Facebook Paid Ad Mistake #5 – Cost Per Click is Being Prioritized Over Cost per Acquisition.
In comparison to AdWords and other SEM, CPC is drastically lower on Facebook. For highly competitive and more vague, general keywords, top advertisers will pay well over $100 per click. The same keywords can targeted for as little as $0.25 or even less on Facebook.
However, the challenge still lies in the intent. Anyone can use a search engine and doesn’t need a social media account to do so, and has that sense of urgency makes them more likely to click on an ad. Facebook has lower CPC but it could have a higher cost per acquisition because it’s not reaching as many people and/or it turns out your target audience doesn’t engage as much on Facebook as they do on other platforms.
If your budget is centered around CPC, pay closer attention to CPA and how different platforms perform.
Facebook Paid Ad Mistake #6 – Your Target Audience is Overwhelmed by Ad Fatigue.
Unlike with search ads where you want to be visible as much as possible, social ads are a delicate balancing act where you want the ad to be seen but also not seen too much. If your ad is seen too often, it causes ad fatigue. Users are more likely to scroll past it and consistently ignore the same ad and start hiding it. Once too many users have hidden the ad, campaign costs increase and relevane scores fall.
This is especially common with ads that are shown for an incredibly long time, as social media is more flash-in-the-pan and not as amenable to the same ads being consistently shown as other mediums like TV. Ads with small audiences are also more prone to ad fatigue simply because there’s fewer users for it to go around.

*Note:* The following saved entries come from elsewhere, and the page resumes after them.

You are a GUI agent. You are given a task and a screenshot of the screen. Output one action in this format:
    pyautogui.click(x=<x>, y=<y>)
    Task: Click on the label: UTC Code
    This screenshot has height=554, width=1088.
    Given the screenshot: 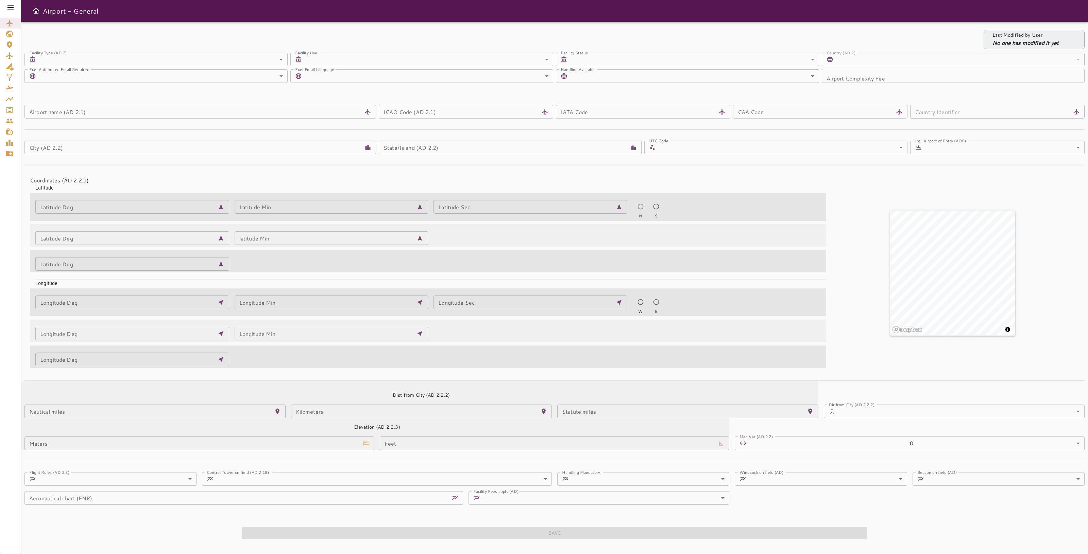 What is the action you would take?
    pyautogui.click(x=658, y=140)
    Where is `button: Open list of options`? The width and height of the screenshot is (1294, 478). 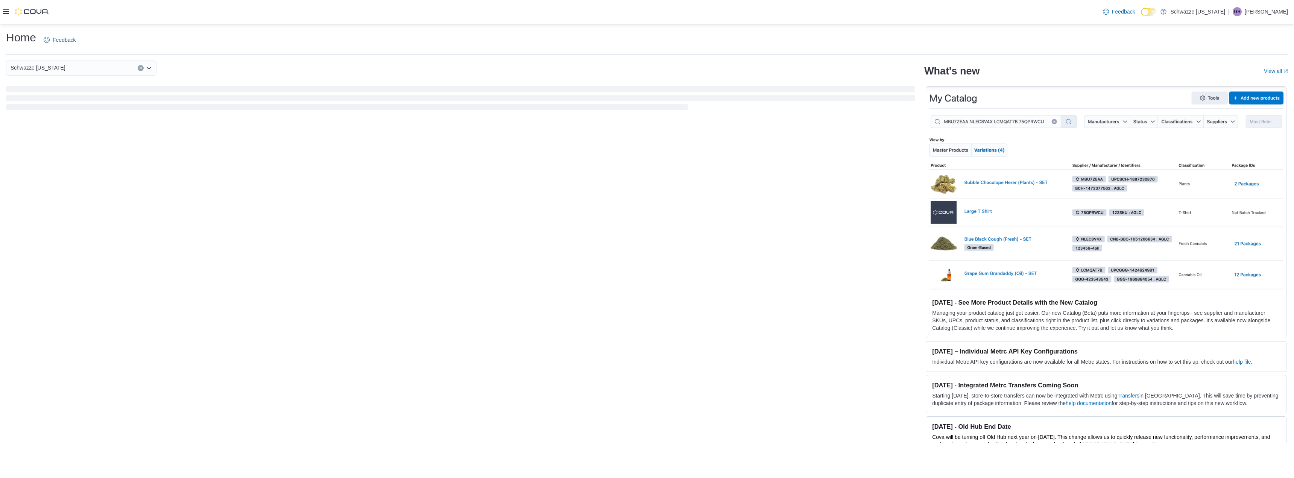 button: Open list of options is located at coordinates (149, 68).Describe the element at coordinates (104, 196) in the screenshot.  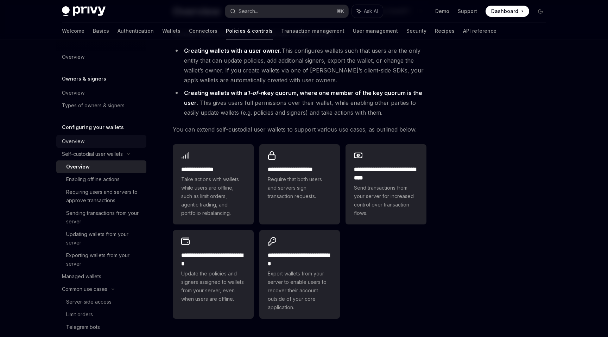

The best ways to combat ad fatigue include setting frequency caps. Depending on the campaign objective, you may have reach and frequency buying options and if so, you can limit how many times users view your ad set within a certain timeframe. This needs to account for the total number of ads within the ad set, so the minimum frequency cap would be 5 for an ad set with five ads.

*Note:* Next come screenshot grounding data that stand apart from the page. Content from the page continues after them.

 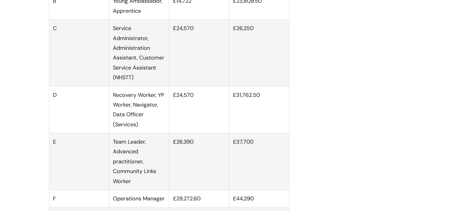 I want to click on td: F, so click(x=79, y=199). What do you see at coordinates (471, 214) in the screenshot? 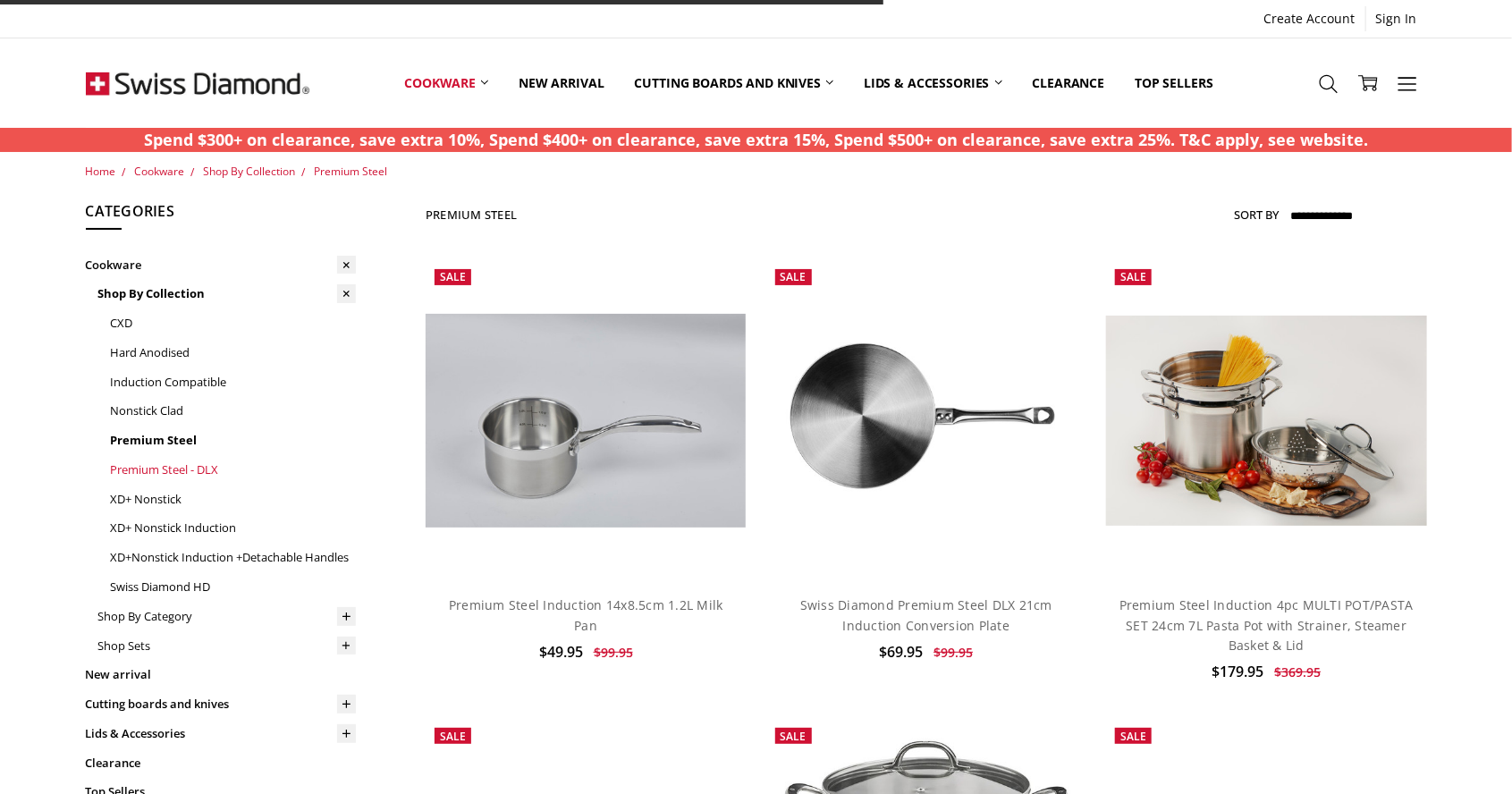
I see `h1: Premium Steel` at bounding box center [471, 214].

Similarly to avoiding bidding against yourself when two or more campaigns target the dame audience, audiences can also be excluded if you set up sales funnel ads with custom audiences. If people already interacted with your ads or posts, you can set a sales funnel ad to exclude audiences who are already somewhere in that sales funnel based on prior Facebook interactions. This keeps the ad visible purely for brand awareness purposes; this audience is already aware to some degree.
Ad frequency can be automated with the frequency limit rule in the Ads Manager. Campaigns can be automatically turned on and off based on a frequency limit that you define. If this prospect makes you nervous, you can also receive email notifications that frequency has gone above a certain level so you can decide if you’d like to curtail the campaign manually or keep it running.

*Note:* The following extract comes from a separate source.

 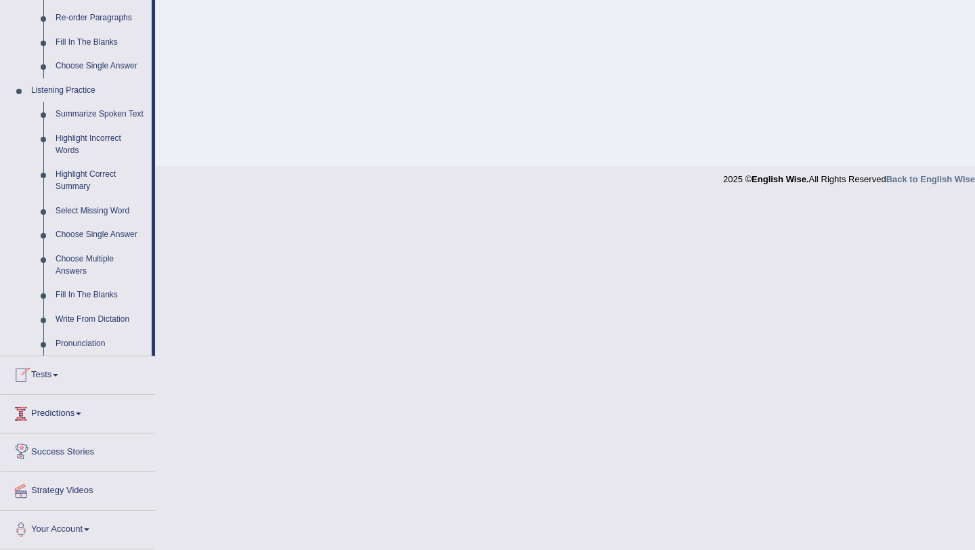 What do you see at coordinates (100, 18) in the screenshot?
I see `a: Re-order Paragraphs` at bounding box center [100, 18].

Facebook can be an incredibly robust tool for marketing your business. However, it’s important to bear in mind that social ads function differently than search ads even if they share a lot of the same terminology and processes when it comes to setting up ad units and running campaigns. Facebook users don’t have the same intent as someone interacting with a PPC ad through a search engine and are more susceptible to ad fatigue as a result. Ad units may need to be updated and rotated more to determine why they are or are not getting the desired engagement and conversions, the latter which is necessary to keep the ads being delivered consistently.